THE ARCHITECTURE OF KNOWLEDGE: THE JESUIT COLLEGE OF OAXACA (XVI-XIX CENTURIES).

Mellado Corriente, Marina 01 January 2015 (has links)
ABSTRACT THE ARCHITECTURE OF KNOWLEDGE: THE JESUIT COLLEGE OF OAXACA (XVI-XIX CENTURIES). By Marina Mellado Corriente, MA. A dissertation submitted in partial fulfillment of the requirements for the degree of Doctor of Philosophy in Art Historical and Curatorial Studies at Virginia Commonwealth University. Virginia Commonwealth University, 2015 Major Director: Michael Schreffler, Associate Professor, Department of Art History The educational endeavor that the Jesuits – members of the religious order known as the Society of Jesus – carried out in Mexico in the course of the colonial period, when this territory belonged to the Viceroyalty of New Spain (sixteenth to nineteenth centuries), was exceptional. Even though this endeavor has been extensively studied, not much has been written about the edifices, and their significant artistic contents, that not only facilitated the endeavor, but also allowed it to thrive. With the aim of contributing to fill that gap in the scholarly literature, this study engages in an artistic and architectural examination of one among the dozens of school complexes that the Jesuits built and decorated in New Spanish territory: the College of Oaxaca. This establishment was the primary educational institution in one of the most prosperous cities of the viceroyalty, and it ranked third in importance among the colleges that the Jesuits founded in New Spain, representing a clear example of the process of spiritual, intellectual and material expansion that the Society of Jesus carried out in Spanish America.
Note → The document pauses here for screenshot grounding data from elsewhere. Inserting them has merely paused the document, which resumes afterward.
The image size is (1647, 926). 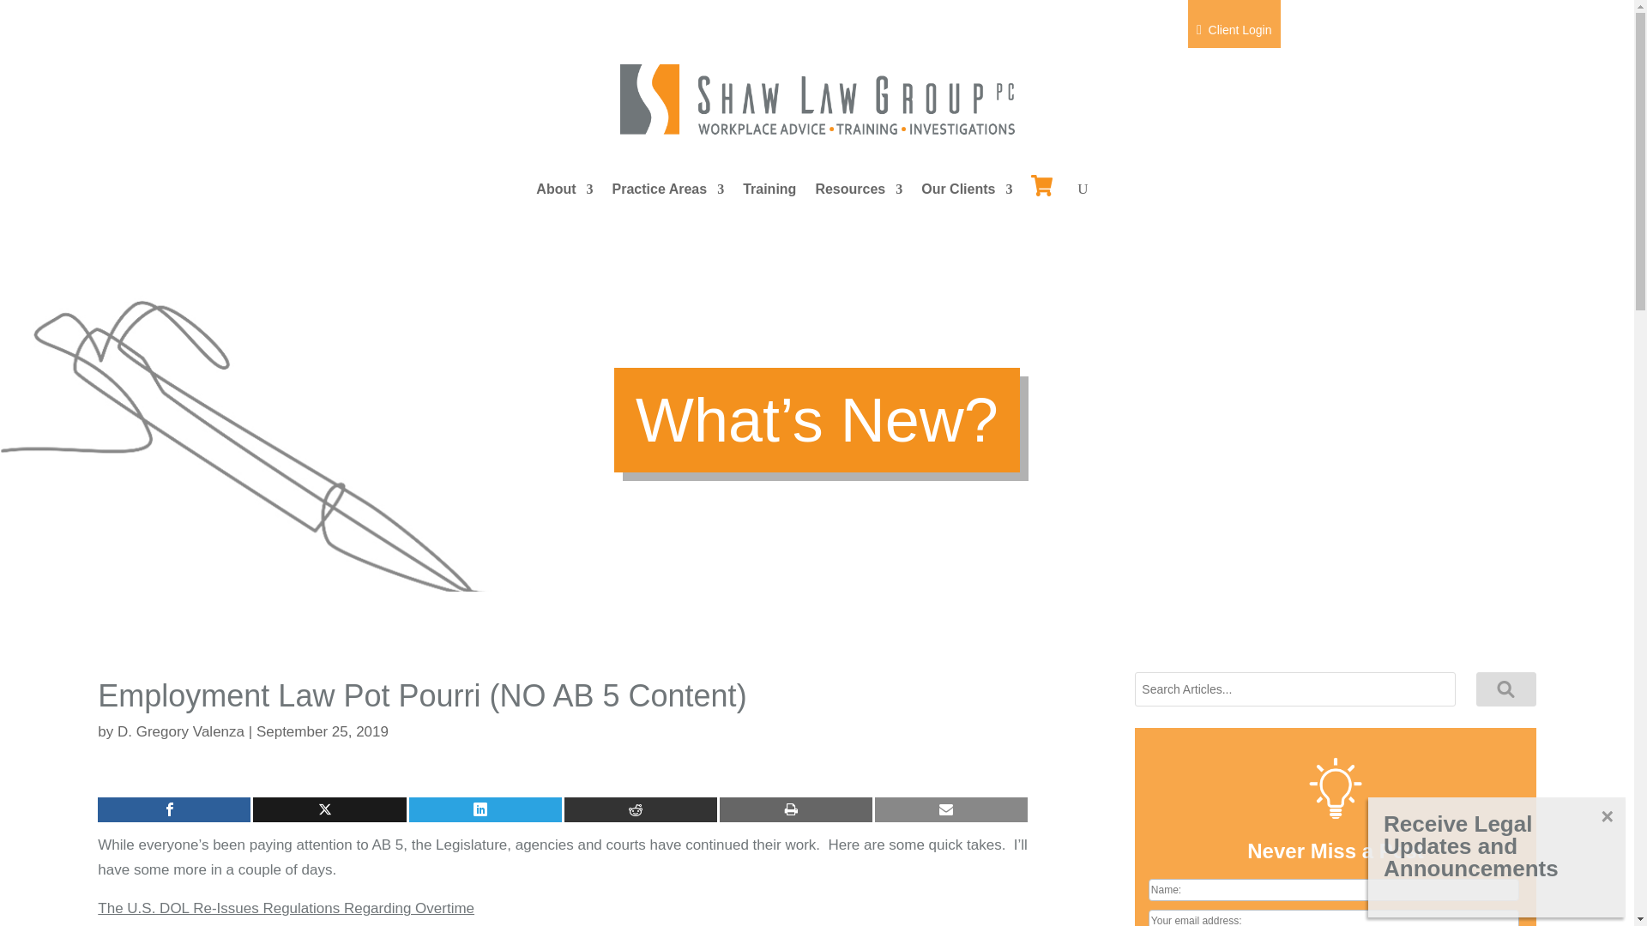 I want to click on Training, so click(x=768, y=192).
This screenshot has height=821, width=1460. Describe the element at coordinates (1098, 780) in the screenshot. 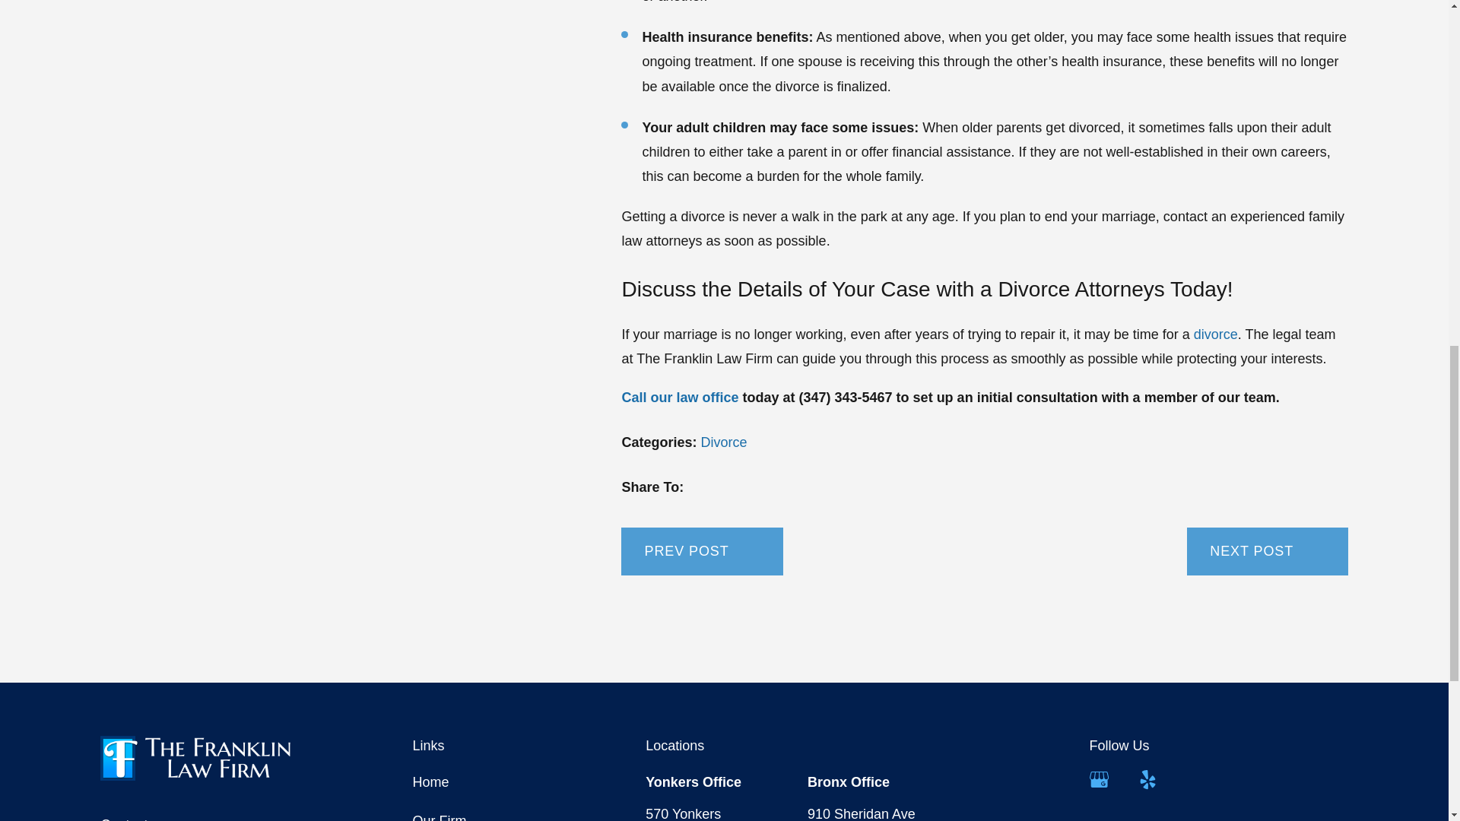

I see `Google Business Profile` at that location.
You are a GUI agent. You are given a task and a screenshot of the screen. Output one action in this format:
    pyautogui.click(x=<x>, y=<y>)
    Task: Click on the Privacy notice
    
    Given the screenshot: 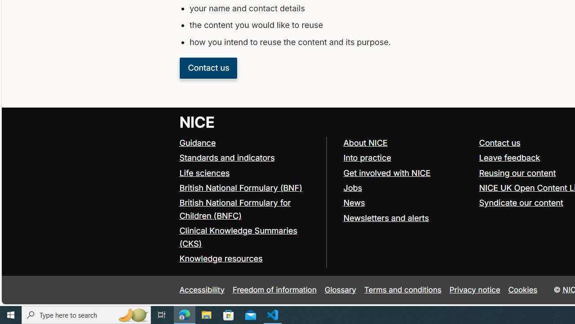 What is the action you would take?
    pyautogui.click(x=475, y=289)
    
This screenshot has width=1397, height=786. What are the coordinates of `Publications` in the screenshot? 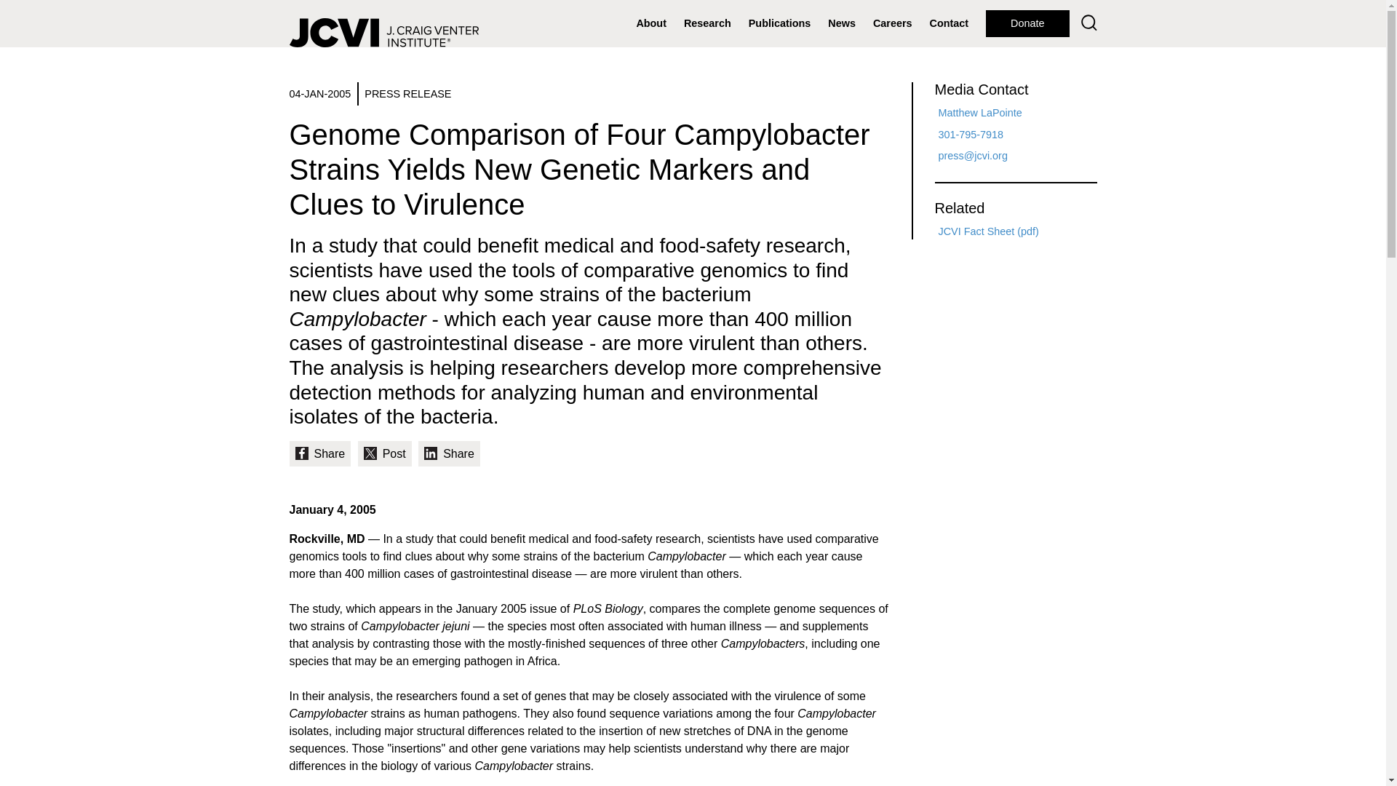 It's located at (780, 23).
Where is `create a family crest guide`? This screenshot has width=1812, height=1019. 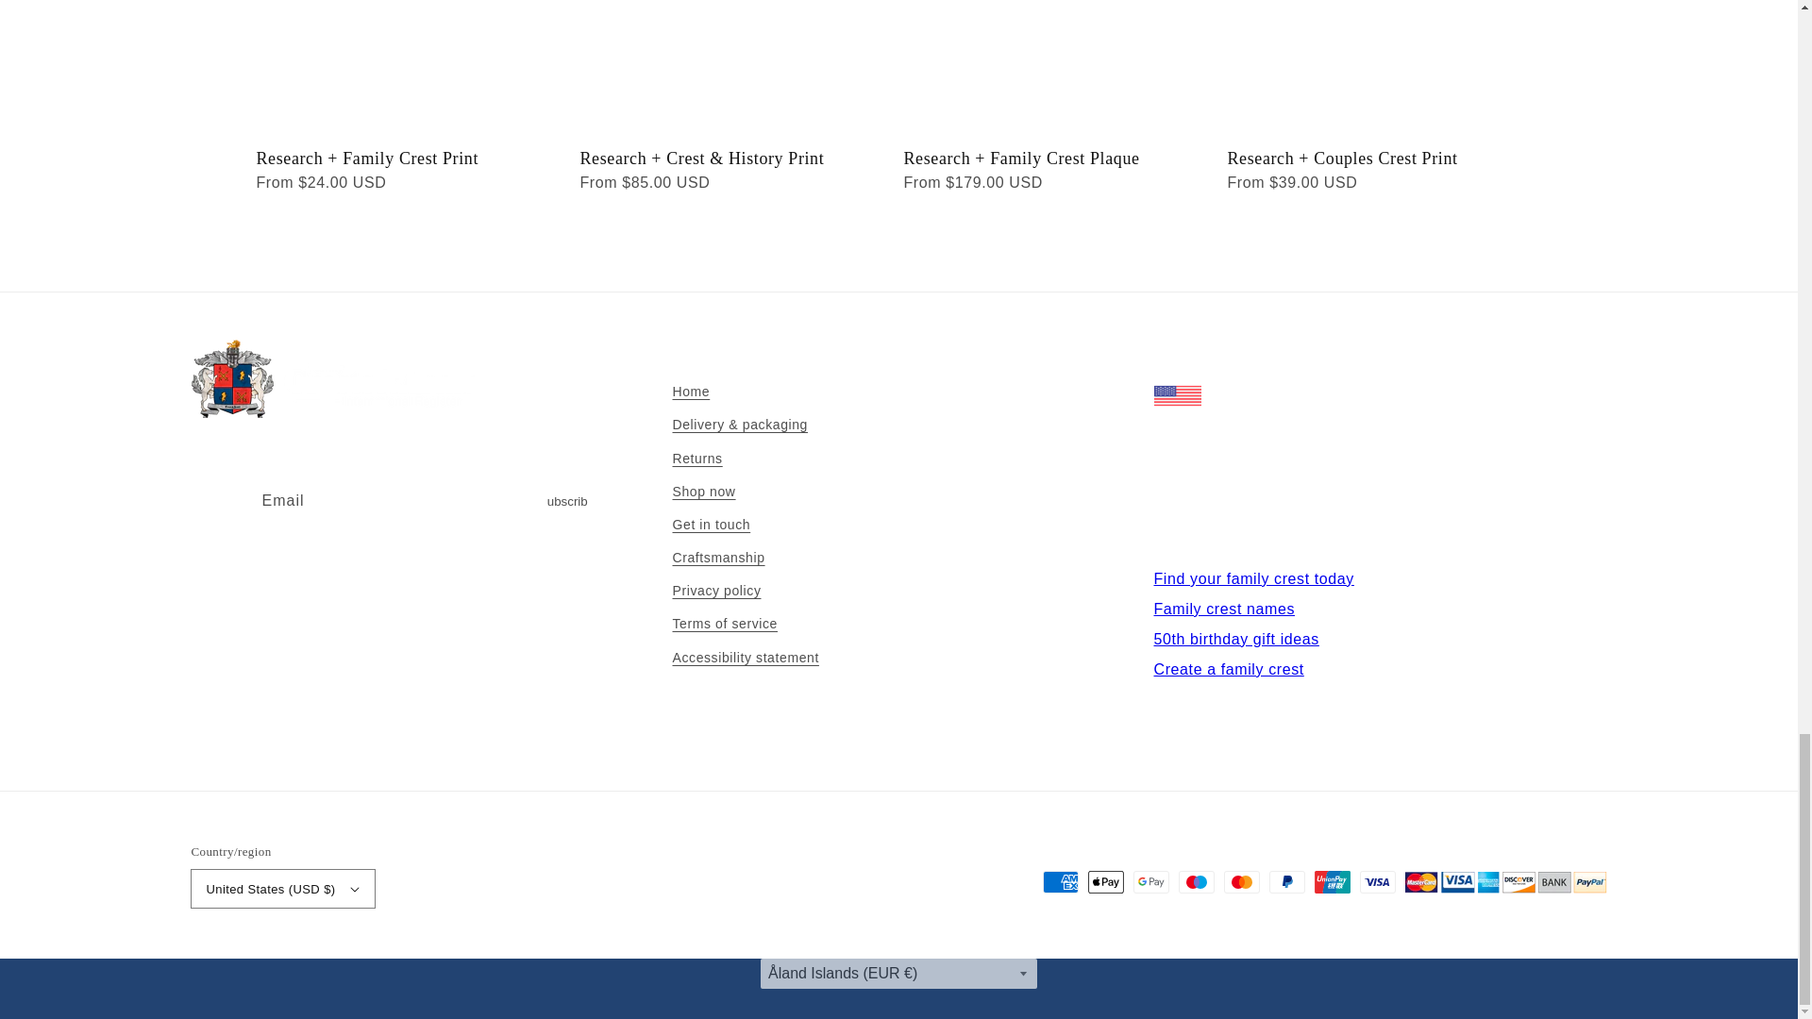
create a family crest guide is located at coordinates (1227, 669).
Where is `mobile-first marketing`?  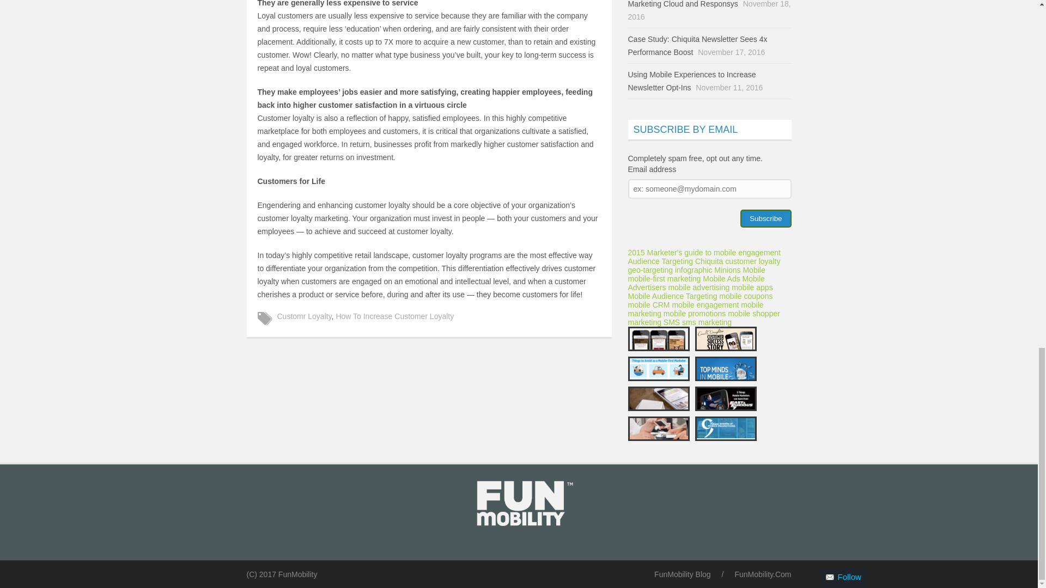 mobile-first marketing is located at coordinates (664, 279).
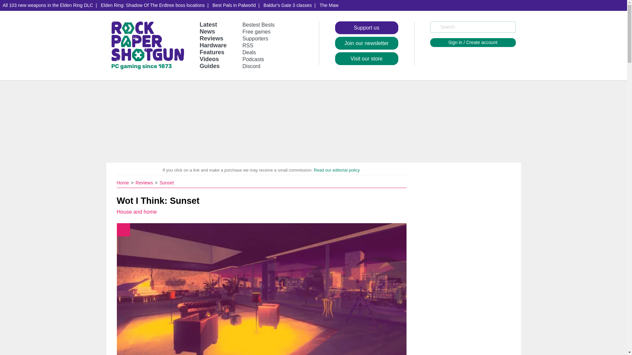  Describe the element at coordinates (259, 25) in the screenshot. I see `Bestest Bests` at that location.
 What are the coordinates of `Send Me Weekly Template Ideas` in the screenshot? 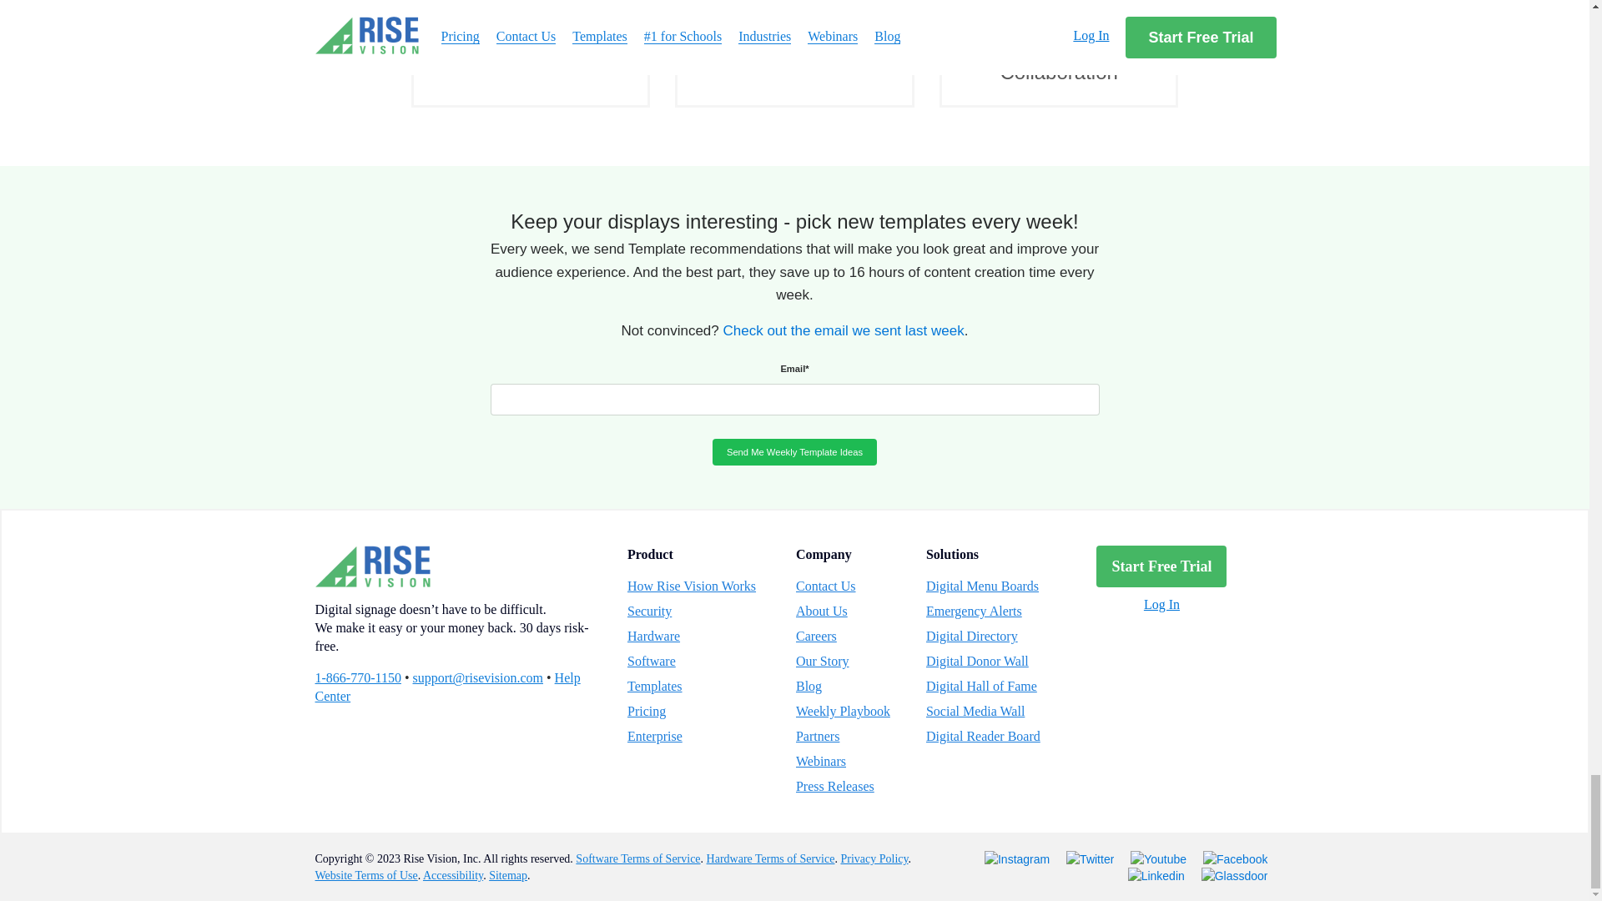 It's located at (795, 452).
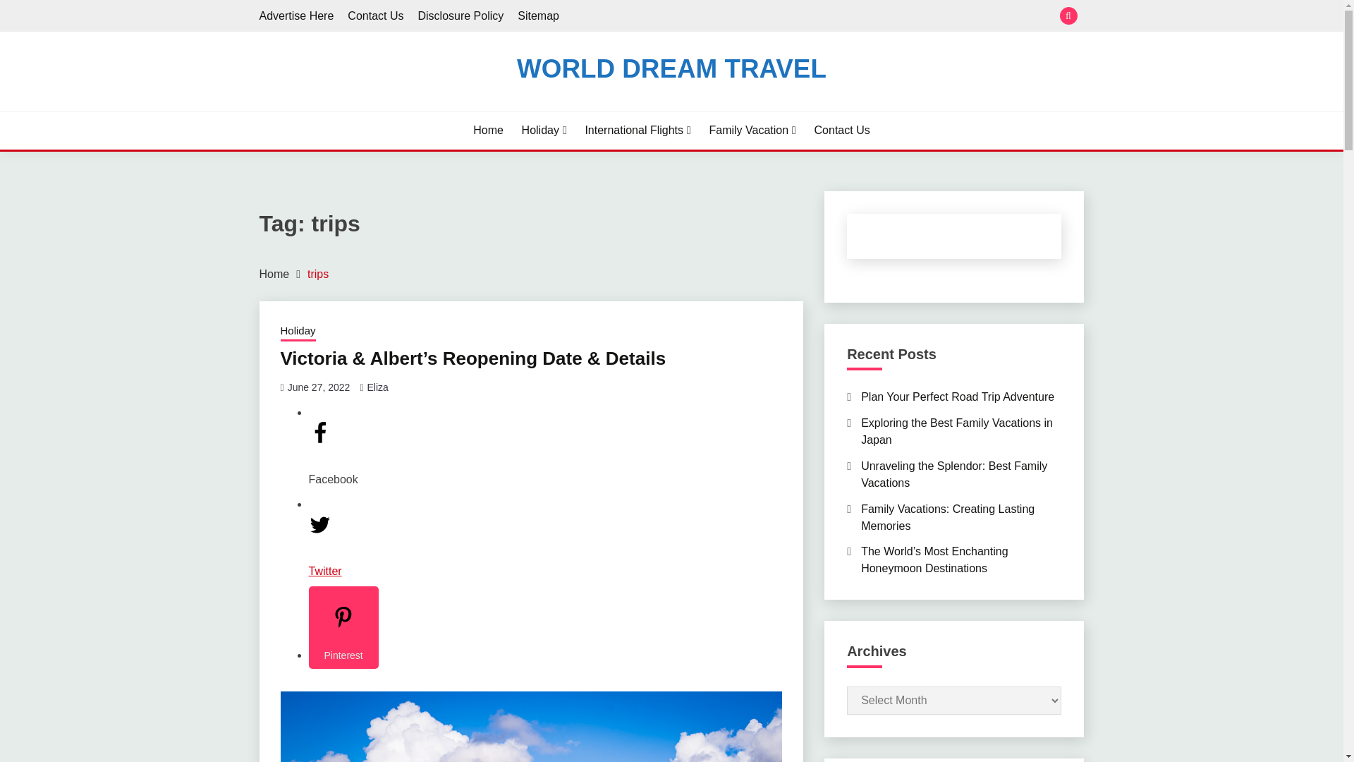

By locating, transcribing and interpreting primary sources (primarily inventories and commissions for works of art) that have not been noticed before or have remained unpublished, and by analyzing the material remains that have survived to this day, it has been possible to reveal that the former Jesuit complex – which today serves, simultaneously, as an apartment building, an indoor parking, a series of storefronts, and a church served by a community of Jesuits – once featured a significantly rich artistic and architectural program, the result of assimilating, but also of rejecting, local and Jesuit traditions. This program, unfortunately, has been progressively disappearing since the expulsion of the Jesuits from Oaxaca in 1767.
160

Spreading Seeds: Ai Weiwei's Sunflower Seeds and His Performative Personality Received in the West

Wu, Wei 01 January 2017 (has links)
In 2010, Ai Weiwei's Sunflower Seeds made its debut in Tate Modern, which promoted Ai to be one of the most famous and respected contemporary Chinese artists. This Conceptual art work has multiple layers of meanings, which all corresponds to the Western expectations for a successful contemporary Chinese artist. In fact, the Western art world has long held bias and stereotypes towards international artists. Ai chose to perform his personality to conform to the expectations and Western ideologies, which brought him international fame. On the other hand, other Chinese artists, including Cai Guo-Qiang and Zhou Chunya, don't totally agree with these Western ideologies, and therefore their fame in the society are less distinguished than Ai.